A city spokesperson told Twin Cities Business on Thursday afternoon that he was unaware of any letter from the SOS. (The SOS said, however, that its letter was sent Tuesday, and it was emailed as well.)
The spokesman said that the City of Minneapolis continues to review the report that MOA submitted last month, adding that the lease agreement gives the city 45 days after receiving the document to determine whether MOA is in compliance with the lease. “We expect to have a determination within that 45-days window,” he said.
A spokesperson for orchestra management, meanwhile, said in a Thursday evening email to Twin Cities Business that the SOS letter “fails to consider additional information and financial detail” that orchestra management provided to the city and state leading up to the signing of the lease in 2012. “The orchestra fully disclosed the financial position of the organization for the city and state, including the need to reduce endowment draws and restructure salary and benefits expense,” the MOA said.
The Lease
In its letter, the SOS cites the lease, saying that the MOA would be in default if all information it previously submitted to the State of Minnesota was not “true, complete, and correct . . . in all material respects.”
The SOS then cites a December 10 letter in which 10 state legislators reportedly accused MOA leaders of mismanagement, saying they “manipulated financial results in a deliberate deception of the public, first to gain public funding for Orchestra Hall and then to justify locking out the musicians for well over a year.”
The MOA has reportedly already responded to that accusation, saying that the Legislative Auditor already discredited those allegations.

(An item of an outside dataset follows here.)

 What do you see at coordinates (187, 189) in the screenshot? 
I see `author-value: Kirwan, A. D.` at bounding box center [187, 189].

But the SOS claims that the auditor actually “substantiated” such accusations.
In other words, the SOS claims that the MOA failed to provide complete financial information—in part because leaders allegedly did not tell the state about concerns regarding the organization’s financial condition—and should thus be found in default of its lease. The letter also suggests that donations made to the orchestra have formed a charitable trust, with MOA as the trustee and Orchestra Hall being an asset of that trust.

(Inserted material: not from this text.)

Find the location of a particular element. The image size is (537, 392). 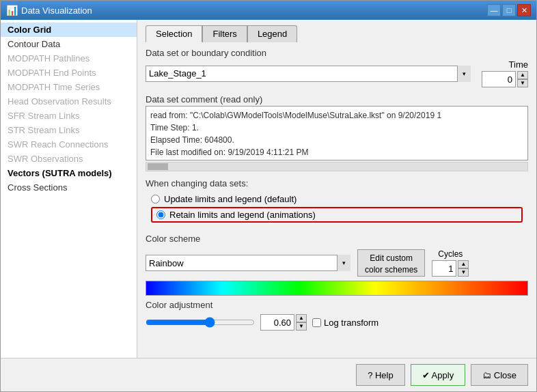

window-title: Data Visualization is located at coordinates (57, 11).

“With the termination of the lease, the City of Minneapolis will become the successor trustee with the responsibility to use Orchestra Hall for the purpose intended by the donors,” the SOS wrote in its letter.
In its statement to Twin Cities Business, the MOA refuted the SOS' claims: “Our attorneys advise that the charitable trust cases cited in the letter don’t affect the terms of the MOA lease. The lease expressly provides for reimbursement of a portion of the building costs paid for by MOA if the lease terminates under certain circumstances. MOA would comply with all donor restrictions applicable to any reimbursed funds.”
Read the full SOS document—which also includes a copy of the legislators’ letter to MOA and the report from the Office of the Legislative Auditor—here.
Musicians Keep Playing
Since orchestra management locked out musicians in late 2012, the two sides have been at an impasse regarding labor contracts for players, as the organization attempts to reduce its budget deficit.
In October, on the one-year anniversary of the musician lockout, Osmo Vänskä resigned from his role as music director of the Minnesota Orchestra.
Last month, the MOA released its annual report, which showed a $1.1 million operating loss, compared to the prior year’s $6 million deficit.
And in mid-December, the orchestra’s musicians said they would go it alone, with plans to put on at least 10 performances in a self-produced winter/spring season.
The Star Tribune pointed out that, in addition to performing music, the musicians are handling creating concert programs, securing guest soloists, renting halls, scheduling rehearsals, and selling tickets.